Apr 18, 2007

Sabina Spielrein and Freud's death drive

This discussion reminded me about Sabina Spielrein - Wikipedia, a person I have been fascinated with since I met John Kerr who eventually wrote a book about her 1993: Amazon.com: A Most Dangerous Method: The Story of Jung, Freud, and Sabina Spielrein. I see there is now a movie: Ich hiess Sabina Spielrein. Anyhow I find her persona and story deeply inspirational. She was perhaps the most impressive and tragic Russian Jewish la femme fatale that circled in Jung’s orbit (she was probably not only a patient but a lover). She was also influential on both men Freud and Jung. But what's pertinent to this conversation is that she is credited with ideas later developed by Freud in his theory of the death drive. From the Gallery of Russian Thinkers: Sabina Spielrein:

"She is remembered in the history of psychoanalysis as the author of world-famous work Die Destruktion als Ursache des Werdens (her Ph.D. thesis of 1912), which was basic for Freud's theory of the death drive... In her thesis Spielrein put for the first time one of the most difficult and important questions in analytic theory and practice, the question about the death drive, which arose through her research on masochism. There is an initial we-experience that is opposite to I-experience, and that is related to destruction of the 'I'. At the same time, the destruction of the self and regression into we-experience has positive results, because it intensifies social development and cultural progress. She concludes that destruction is the basis of further development. In any dissociation, we can find a cause of becoming."
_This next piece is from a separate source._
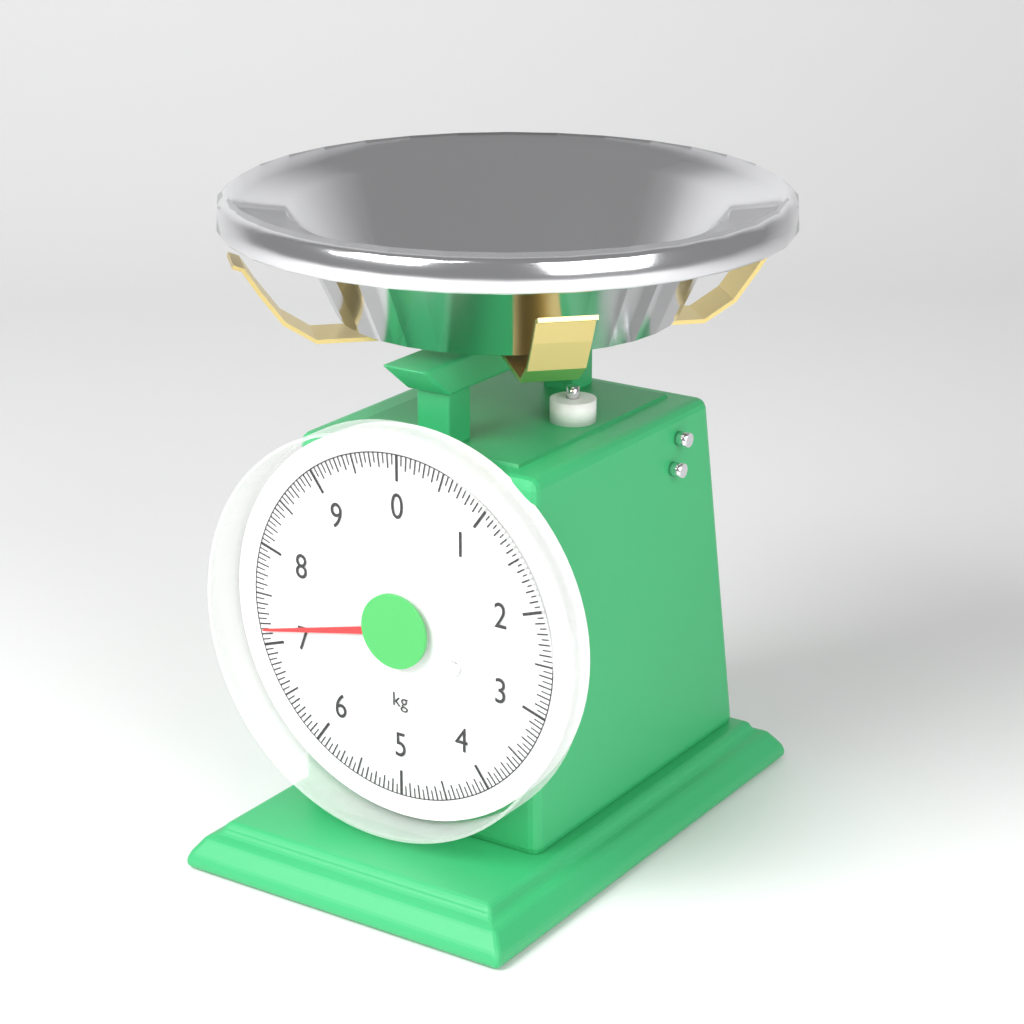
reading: 7.15 kg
In a superficial way I have to say that there are ideological parallels to the Chabad concepts of bittul (she was from Rostov and she was developing her ideas in 1912 simultaneously to Rashab and about ten years after Rashab went to see Freud in Vienna mentalblog.com: Sigmund Freud and Lubavitcher Rebbe RaSHaB). There is also the Holocausts and almost willing way that Jews were led to the slaughter, a subject addressed in John Kerr’s book in the context of Freud's theory of death drive. Sabina's husband, brother were killed by Stalin, Sabina and her two daughter were murdered by Nazis in Rostov, HYD.